The key issue in any country is the perception of the threats it faces. Could there be alternative ways of defending or insuring against them without resort to a nuclear arsenal? One man about whom Braithwaite writes with admiration is Joseph Rotblat, a Polish émigré physicist who worked on the Manhattan project to develop the US bomb but after Hitler’s defeat became a campaigner for nuclear disarmament and set up the Pugwash conferences of international scientists. (He won the Nobel peace prize in 1995). Based in Britain, Rotblat was a member of the Alternative Defence Commission, a group of British scientists, academics and peace campaigners, which produced two reports in the 1980s that looked at the threats facing the UK and analysed how defence and foreign policy could meet them satisfactorily without nuclear weapons (Full disclosure: I was a member of the commission, too).

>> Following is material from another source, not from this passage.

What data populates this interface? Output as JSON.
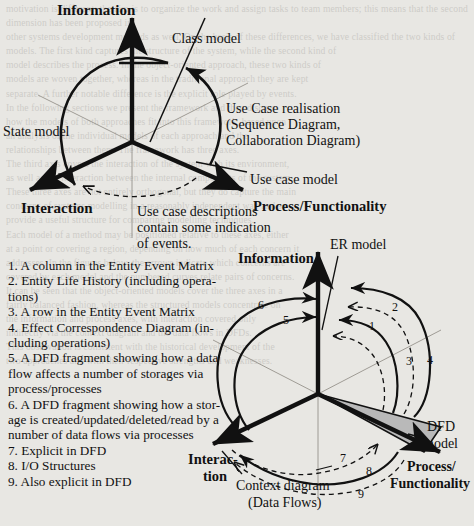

Many of the ideas the commission put forward – “sufficiency’, “non-offensive or non-provocative defence” and “interdependence” – emerged in the policies advocated by Gorbachev’s advisers during perestroika. It remains an irony that CND and END were attacked as dupes or fronts for Moscow while influence actually went in the opposite direction. Even under Brezhnev there were hints of this. The Kremlin’s 1982 declaration that it was adopting a strategy of no-first-use of nuclear weapons mirrored the western peace movement’s position. Whitehall and Washington may have been stoney-faced towards peace movement demands; Moscow was less so.
• To order Armageddon and Paranoia for £21.25 (RRP £25) go to bookshop.theguardian.com or call 0330 333 6846. Free UK p&p over £10, online orders only. Phone orders min p&p of £1.99.